YMMV and just my 2 cents.


If you could hear what I’ve heard with my ears.
You say you can hear a difference in the direction of an ac mains fuse, you hear nothing!


Mark Levinson No 30.6
 4 x PCM1704-K + 2 x SHARC ADSP-21061L
" The Mark Levinson No.30.6's measured performance is about as good as it can get. No wonder I liked its sound so much".—John Atkinson

The ML 30.6 is now 20 years old and still a magnificent sounding R2R Multibit dac.
Only last month I had the pleasure of listening to one up against my Linn CD12, using the Linn as a transport there was a "poopteenth" in it between them, your lucky to have it  velveteen.

Cheers George

velveteen
1 posts
02-02-2019 8:24pm
I love my digital front end, with r2r technology! I couldn't imagine my redbook CDs sounding any better than they do now.......

Mark Levinson No 31.5
Mark Levinson No 30.6

It’s kind of hard to image what you haven’t heard. If you could hear what I’ve heard with my ears.
http://www.earyoshino.com/images/Reviews/HiFiChoice_Oct_2016.pdf   The Stereophile review was based on a defective unit that had a 6v hot output rather than a 2v which resulted in distortion.  It was sent back repaired and the reviewer grungingly claimed it was worth the money now.
breezer -  Since 2006, I've been using an EAR Acute CD player.  It has large D getter, earliest version Amperex 6922 tubes, a seriously upgraded power cord and sits on Stillpoints Ultra-minis.  Now on their fourth version, my original Acute sells for 1/3 the price, between $1800 to $2000.  Absolutely worth it, unless you want to stream.  The subsequent versions include external DACs and higher resolutions like 192/24 instead of my 96/24.  The latest version is $6795
http://www.troelsgravesen.dk/EAR-Acute-Classic.htm I've heard it and it sounds very similar to my original with STOCK tubes.  Quite an accomplishment.
I love my digital front end, with r2r technology! I couldn't imagine my redbook CDs sounding any better than they do now.......

Mark Levinson No 31.5
Mark Levinson No 30.6
No matter how good the equipment, and/or bit resolution / sampling rate, it cannot fix a bad recording, and that's the bulk of them.
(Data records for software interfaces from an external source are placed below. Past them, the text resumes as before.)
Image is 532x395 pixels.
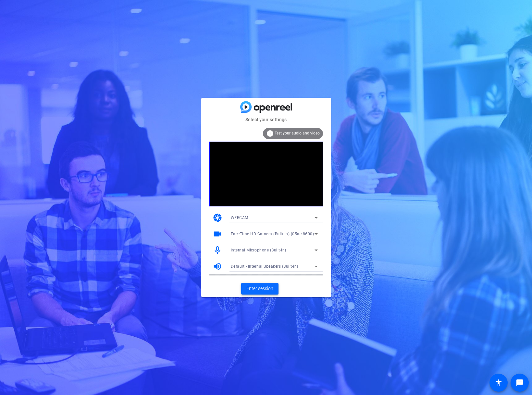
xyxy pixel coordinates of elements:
[213,229,223,239] mat-icon: videocam
[266,130,274,138] mat-icon: info
[231,232,314,236] span: FaceTime HD Camera (Built-in) (05ac:8600)
[231,264,299,269] span: Default - Internal Speakers (Built-in)
[274,131,319,136] span: Test your audio and video
[231,216,248,220] span: WEBCAM
[231,248,287,253] span: Internal Microphone (Built-in)
[241,283,278,295] button: Enter session
[516,379,524,387] mat-icon: message
[201,116,331,123] mat-card-subtitle: Select your settings
[213,213,223,223] mat-icon: camera
[213,262,223,271] mat-icon: volume_up
[495,379,502,387] mat-icon: accessibility
[240,101,292,112] img: blue-gradient.svg
[246,286,273,292] span: Enter session
[213,245,223,255] mat-icon: mic_none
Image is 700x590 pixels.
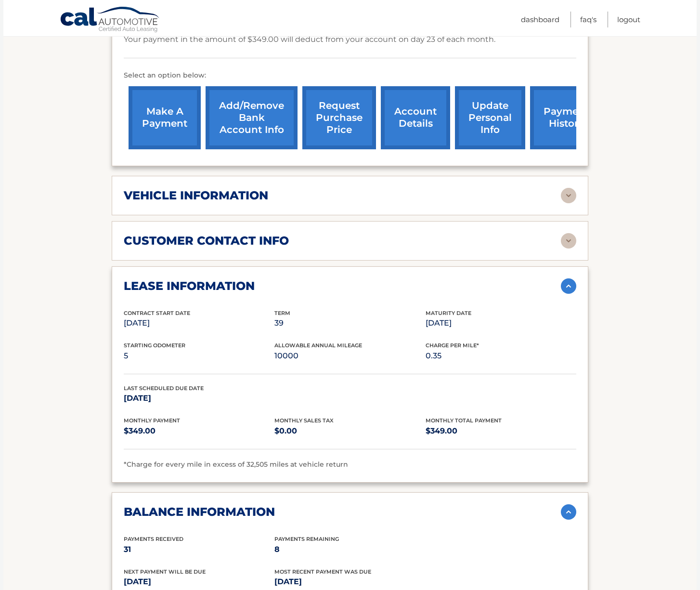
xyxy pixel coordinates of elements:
[124,70,576,81] p: Select an option below:
[275,535,339,543] span: Payments Remaining
[425,316,576,330] p: [DATE]
[617,12,640,27] a: Logout
[124,417,180,424] span: Monthly Payment
[124,188,268,203] h2: vehicle information
[124,32,495,46] p: Your payment in the amount of $349.00 will deduct from your account on day 23 of each month.
[580,12,597,27] a: FAQ's
[425,350,576,363] p: 0.35
[425,424,576,438] p: $349.00
[124,424,275,438] p: $349.00
[124,543,275,556] p: 31
[124,575,275,589] p: [DATE]
[275,417,334,424] span: Monthly Sales Tax
[425,417,502,424] span: Monthly Total Payment
[425,342,479,349] span: Charge Per Mile*
[124,350,275,363] p: 5
[60,6,161,34] a: Cal Automotive
[561,279,576,294] img: accordion-active.svg
[124,392,275,405] p: [DATE]
[561,233,576,249] img: accordion-rest.svg
[275,543,425,556] p: 8
[381,86,450,149] a: account details
[124,234,289,248] h2: customer contact info
[124,342,185,349] span: Starting Odometer
[561,188,576,203] img: accordion-rest.svg
[521,12,559,27] a: Dashboard
[303,86,376,149] a: request purchase price
[275,342,362,349] span: Allowable Annual Mileage
[425,310,471,316] span: Maturity Date
[124,310,190,316] span: Contract Start Date
[275,424,425,438] p: $0.00
[275,310,290,316] span: Term
[124,505,275,519] h2: balance information
[530,86,602,149] a: payment history
[275,316,425,330] p: 39
[124,569,206,575] span: Next Payment will be due
[124,385,204,392] span: Last Scheduled Due Date
[206,86,297,149] a: Add/Remove bank account info
[275,575,425,589] p: [DATE]
[124,460,348,468] span: *Charge for every mile in excess of 32,505 miles at vehicle return
[124,316,275,330] p: [DATE]
[275,350,425,363] p: 10000
[455,86,525,149] a: update personal info
[124,279,255,294] h2: lease information
[129,86,201,149] a: make a payment
[275,569,371,575] span: Most Recent Payment Was Due
[124,535,183,543] span: Payments Received
[561,504,576,520] img: accordion-active.svg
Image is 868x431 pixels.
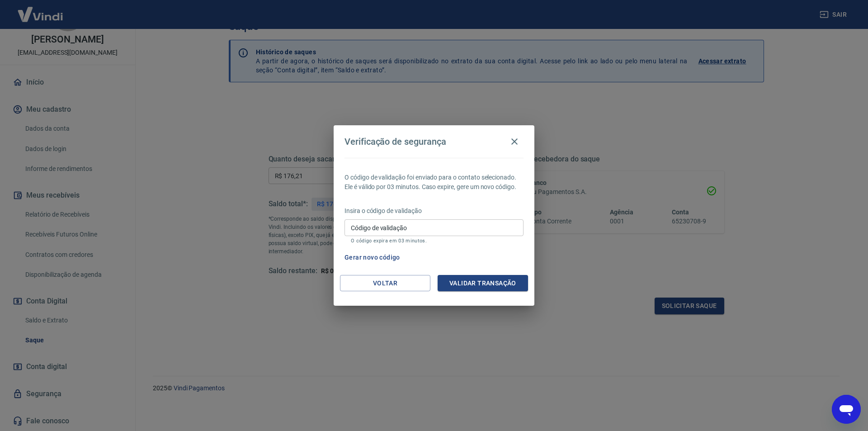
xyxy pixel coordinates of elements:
[351,238,517,243] p: O código expira em 03 minutos.
[341,249,404,266] button: Gerar novo código
[832,395,861,423] iframe: Botão para abrir a janela de mensagens
[344,172,524,192] p: O código de validação foi enviado para o contato selecionado. Ele é válido por 03 minutos. Caso e...
[437,275,528,291] button: Validar transação
[344,206,524,216] p: Insira o código de validação
[344,136,447,147] h4: Verificação de segurança
[340,275,431,291] button: Voltar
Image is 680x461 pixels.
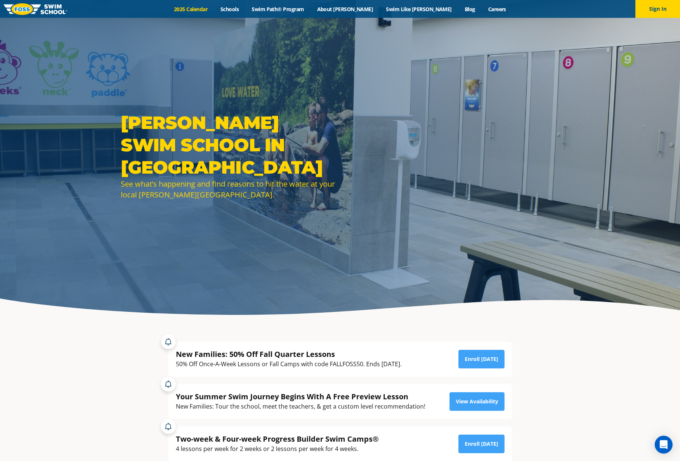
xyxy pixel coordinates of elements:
[176,444,379,454] div: 4 lessons per week for 2 weeks or 2 lessons per week for 4 weeks.
[121,112,337,179] h1: [PERSON_NAME] Swim School in [GEOGRAPHIC_DATA]
[4,3,67,15] img: FOSS Swim School Logo
[655,436,673,454] div: Open Intercom Messenger
[482,6,513,13] a: Careers
[459,350,505,369] a: Enroll [DATE]
[176,392,426,402] div: Your Summer Swim Journey Begins With A Free Preview Lesson
[176,359,402,369] div: 50% Off Once-A-Week Lessons or Fall Camps with code FALLFOSS50. Ends [DATE].
[121,179,337,200] div: See what’s happening and find reasons to hit the water at your local [PERSON_NAME][GEOGRAPHIC_DATA].
[311,6,380,13] a: About [PERSON_NAME]
[450,392,505,411] a: View Availability
[176,402,426,412] div: New Families: Tour the school, meet the teachers, & get a custom level recommendation!
[176,434,379,444] div: Two-week & Four-week Progress Builder Swim Camps®
[214,6,245,13] a: Schools
[168,6,214,13] a: 2025 Calendar
[380,6,459,13] a: Swim Like [PERSON_NAME]
[176,349,402,359] div: New Families: 50% Off Fall Quarter Lessons
[245,6,311,13] a: Swim Path® Program
[459,435,505,453] a: Enroll [DATE]
[458,6,482,13] a: Blog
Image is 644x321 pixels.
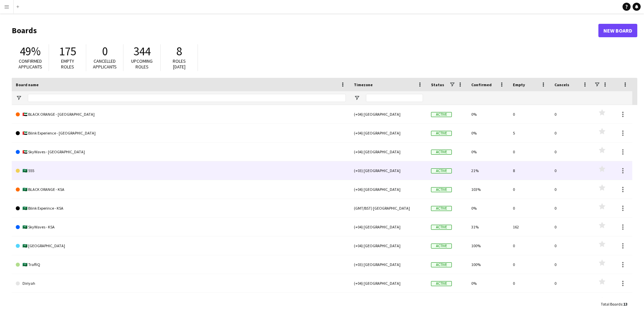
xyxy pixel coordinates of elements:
[16,105,346,124] a: 🇦🇪 BLACK ORANGE - [GEOGRAPHIC_DATA]
[509,161,551,180] div: 8
[431,168,452,173] span: Active
[551,217,592,236] div: 0
[350,180,427,198] div: (+04) [GEOGRAPHIC_DATA]
[509,255,551,273] div: 0
[551,161,592,180] div: 0
[19,58,42,70] span: Confirmed applicants
[131,58,153,70] span: Upcoming roles
[350,293,427,311] div: (+04) [GEOGRAPHIC_DATA]
[12,25,598,36] h1: Boards
[354,82,373,87] span: Timezone
[431,206,452,211] span: Active
[431,262,452,267] span: Active
[509,199,551,217] div: 0
[16,142,346,161] a: 🇦🇪 SkyWaves - [GEOGRAPHIC_DATA]
[16,124,346,142] a: 🇦🇪 Blink Experience - [GEOGRAPHIC_DATA]
[509,274,551,293] div: 0
[467,217,509,236] div: 31%
[93,58,117,70] span: Cancelled applicants
[471,82,492,87] span: Confirmed
[509,237,551,255] div: 0
[513,82,525,87] span: Empty
[623,301,627,307] span: 13
[16,95,22,101] button: Open Filter Menu
[467,255,509,273] div: 100%
[601,297,627,311] div: :
[59,44,76,59] span: 175
[350,217,427,236] div: (+04) [GEOGRAPHIC_DATA]
[467,199,509,217] div: 0%
[431,131,452,136] span: Active
[350,161,427,180] div: (+03) [GEOGRAPHIC_DATA]
[467,161,509,180] div: 21%
[551,255,592,273] div: 0
[467,180,509,198] div: 103%
[509,293,551,311] div: 0
[350,274,427,293] div: (+04) [GEOGRAPHIC_DATA]
[16,237,346,255] a: 🇸🇦 [GEOGRAPHIC_DATA]
[366,94,423,102] input: Timezone Filter Input
[350,237,427,255] div: (+04) [GEOGRAPHIC_DATA]
[431,187,452,192] span: Active
[350,105,427,123] div: (+04) [GEOGRAPHIC_DATA]
[173,58,186,70] span: Roles [DATE]
[551,105,592,123] div: 0
[509,124,551,142] div: 5
[177,44,182,59] span: 8
[509,180,551,198] div: 0
[431,243,452,249] span: Active
[467,274,509,293] div: 0%
[350,255,427,273] div: (+03) [GEOGRAPHIC_DATA]
[431,225,452,230] span: Active
[16,255,346,274] a: 🇸🇦 TraffiQ
[61,58,74,70] span: Empty roles
[354,95,360,101] button: Open Filter Menu
[554,82,569,87] span: Cancels
[350,199,427,217] div: (GMT/BST) [GEOGRAPHIC_DATA]
[431,112,452,117] span: Active
[16,293,346,312] a: Integrate Advertising
[509,105,551,123] div: 0
[467,142,509,161] div: 0%
[16,161,346,180] a: 🇸🇦 555
[598,24,637,37] a: New Board
[134,44,151,59] span: 344
[20,44,40,59] span: 49%
[467,124,509,142] div: 0%
[28,94,346,102] input: Board name Filter Input
[16,199,346,217] a: 🇸🇦 Blink Experince - KSA
[509,217,551,236] div: 162
[467,105,509,123] div: 0%
[601,301,622,307] span: Total Boards
[16,274,346,293] a: Diriyah
[350,142,427,161] div: (+04) [GEOGRAPHIC_DATA]
[551,142,592,161] div: 0
[467,237,509,255] div: 100%
[102,44,108,59] span: 0
[551,199,592,217] div: 0
[431,150,452,155] span: Active
[16,82,38,87] span: Board name
[509,142,551,161] div: 0
[16,217,346,237] a: 🇸🇦 SkyWaves - KSA
[16,180,346,199] a: 🇸🇦 BLACK ORANGE - KSA
[551,124,592,142] div: 0
[551,293,592,311] div: 0
[431,82,444,87] span: Status
[551,180,592,198] div: 0
[467,293,509,311] div: 0%
[551,274,592,293] div: 0
[551,237,592,255] div: 0
[431,281,452,286] span: Active
[350,124,427,142] div: (+04) [GEOGRAPHIC_DATA]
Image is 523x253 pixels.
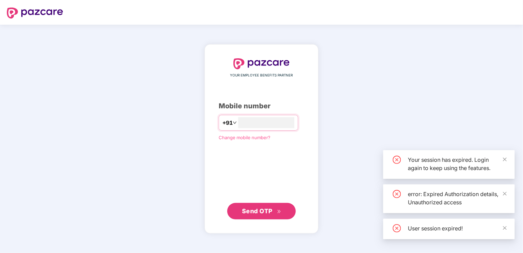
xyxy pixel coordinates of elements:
[227,203,296,219] button: Send OTPdouble-right
[242,207,272,214] span: Send OTP
[408,224,506,232] div: User session expired!
[233,121,237,125] span: down
[230,73,293,78] span: YOUR EMPLOYEE BENEFITS PARTNER
[502,225,507,230] span: close
[7,8,63,19] img: logo
[408,156,506,172] div: Your session has expired. Login again to keep using the features.
[219,135,270,140] a: Change mobile number?
[233,58,290,69] img: logo
[502,157,507,162] span: close
[222,119,233,127] span: +91
[393,224,401,232] span: close-circle
[277,209,281,214] span: double-right
[502,191,507,196] span: close
[393,190,401,198] span: close-circle
[219,101,304,111] div: Mobile number
[408,190,506,206] div: error: Expired Authorization details, Unauthorized access
[393,156,401,164] span: close-circle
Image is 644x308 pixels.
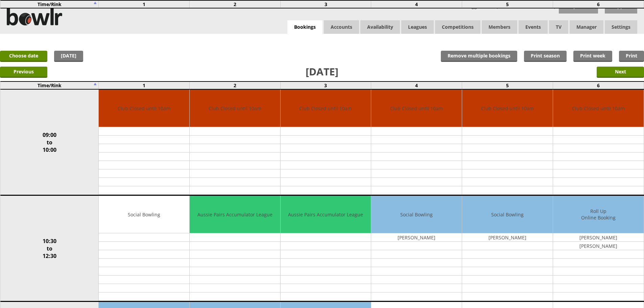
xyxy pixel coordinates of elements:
td: 6 [553,0,643,8]
td: 3 [280,0,371,8]
td: [PERSON_NAME] [462,234,553,242]
td: [PERSON_NAME] [553,242,643,250]
input: Remove multiple bookings [441,51,517,62]
input: Next [596,66,644,78]
td: [PERSON_NAME] [553,234,643,242]
td: Club Closed until 10am [281,89,371,127]
td: 6 [553,81,643,89]
td: Social Bowling [99,196,189,234]
a: Events [518,20,548,34]
td: 5 [462,0,553,8]
td: Social Bowling [462,196,553,234]
td: Club Closed until 10am [99,89,189,127]
td: 09:00 to 10:00 [0,89,99,196]
td: 2 [189,81,280,89]
span: Settings [605,20,637,34]
a: Print week [573,51,612,62]
span: Manager [570,20,603,34]
span: Accounts [323,20,359,34]
td: 1 [99,81,190,89]
td: Club Closed until 10am [371,89,462,127]
td: Club Closed until 10am [190,89,280,127]
td: Social Bowling [371,196,462,234]
td: Aussie Pairs Accumulator League [190,196,280,234]
a: Print season [524,51,566,62]
td: Aussie Pairs Accumulator League [281,196,371,234]
a: Bookings [287,20,323,34]
td: Time/Rink [0,0,99,8]
td: 3 [280,81,371,89]
td: Club Closed until 10am [553,89,643,127]
a: Print [619,51,644,62]
span: TV [549,20,568,34]
a: Competitions [435,20,481,34]
a: Leagues [401,20,433,34]
td: 5 [462,81,553,89]
td: 2 [189,0,280,8]
td: 10:30 to 12:30 [0,196,99,302]
a: [DATE] [54,51,83,62]
td: 1 [99,0,190,8]
td: Club Closed until 10am [462,89,553,127]
td: Time/Rink [0,81,99,89]
td: 4 [371,81,462,89]
td: 4 [371,0,462,8]
span: Members [481,20,517,34]
a: Availability [361,20,400,34]
td: Roll Up Online Booking [553,196,643,234]
td: [PERSON_NAME] [371,234,462,242]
You have not heard every DAC, so making sweeping statements is not useful.

Yes it is totally useful, and you can get off "your own product protection horse", as I did say every dac I've heard, and I hear pretty much a new dac every couple of weeks. 

Other vendors have brought their DAC's over (I wont mention) and they lasted 30 seconds in the system because they sounded so bad. Even the other vendors wanted me to remove them.
Wow! you must sell so many, sound like nothing but an ad to me. 
 
@fleschler, may i ask which digital front end do you use, which CD and/or SACD Player? Or streamer, as well?